Problem description ->
Starting at the line that contains "Identify the location of code-line: a", write out every line through the end of the records exactly as it stands, and leave out all pictures.

Data extract ->
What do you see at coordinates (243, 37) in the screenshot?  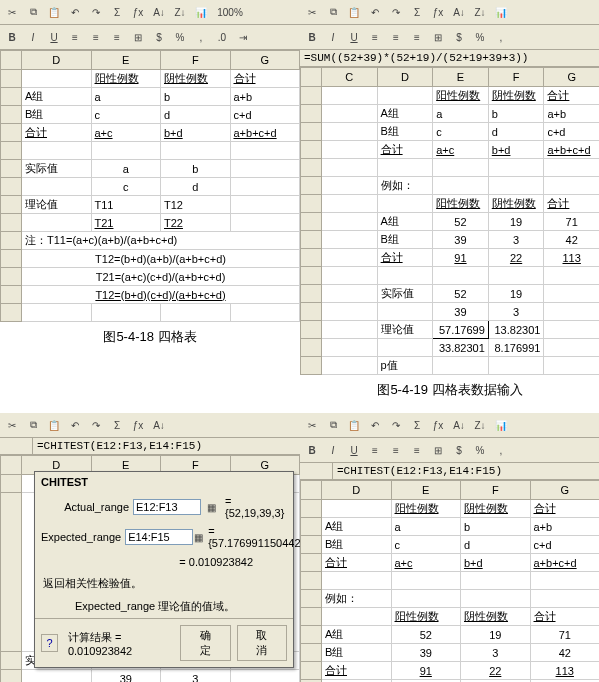 I see `indent-icon: ⇥` at bounding box center [243, 37].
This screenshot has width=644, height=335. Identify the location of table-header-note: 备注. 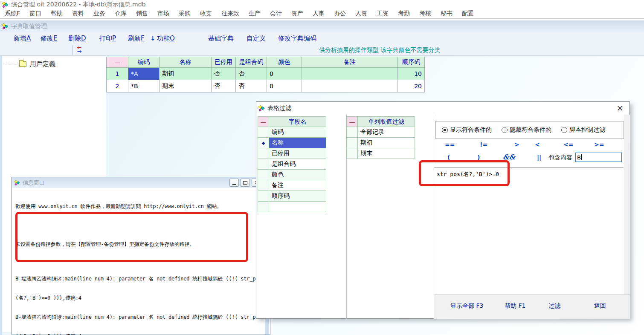
(350, 62).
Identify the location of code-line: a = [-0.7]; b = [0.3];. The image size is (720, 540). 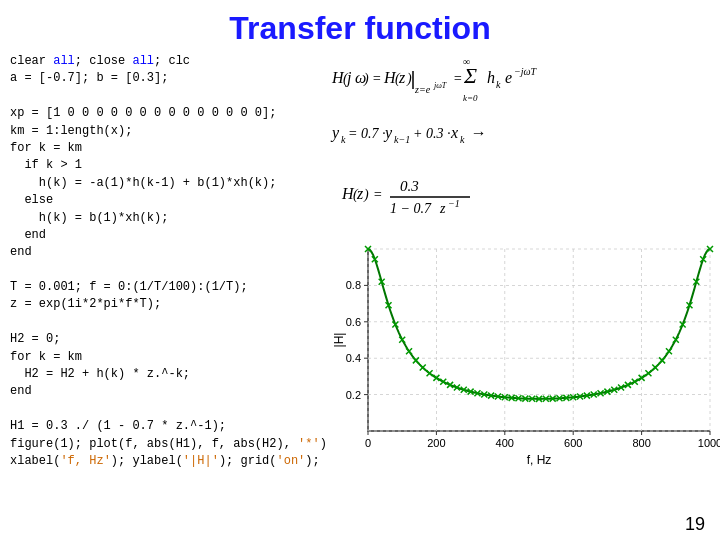
(165, 78).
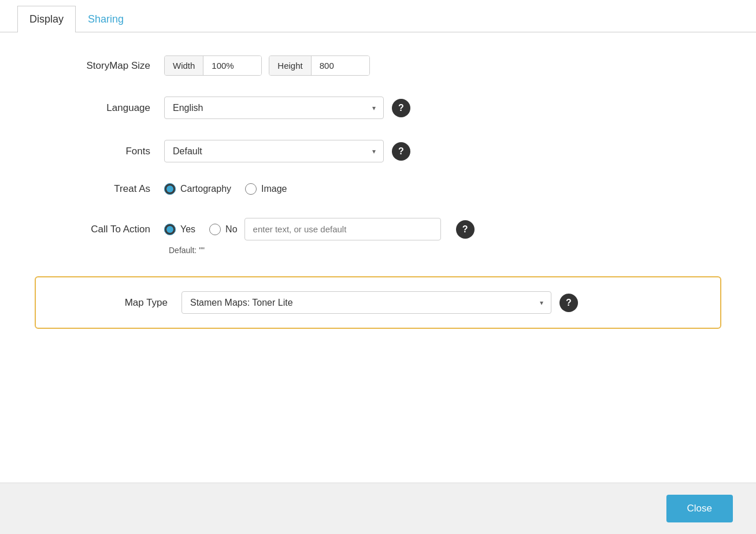  Describe the element at coordinates (266, 189) in the screenshot. I see `treat-as-image-option: Image` at that location.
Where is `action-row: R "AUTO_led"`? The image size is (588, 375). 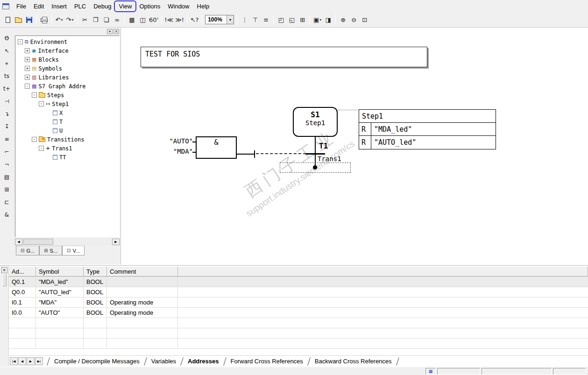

Answer box ->
Identify the location of code-line: a = [-0.7]; b = [0.3];. The image size is (720, 540). 
(165, 78).
  Describe the element at coordinates (266, 189) in the screenshot. I see `treat-as-image-option: Image` at that location.
Where is `action-row: R "AUTO_led"`? The image size is (588, 375). 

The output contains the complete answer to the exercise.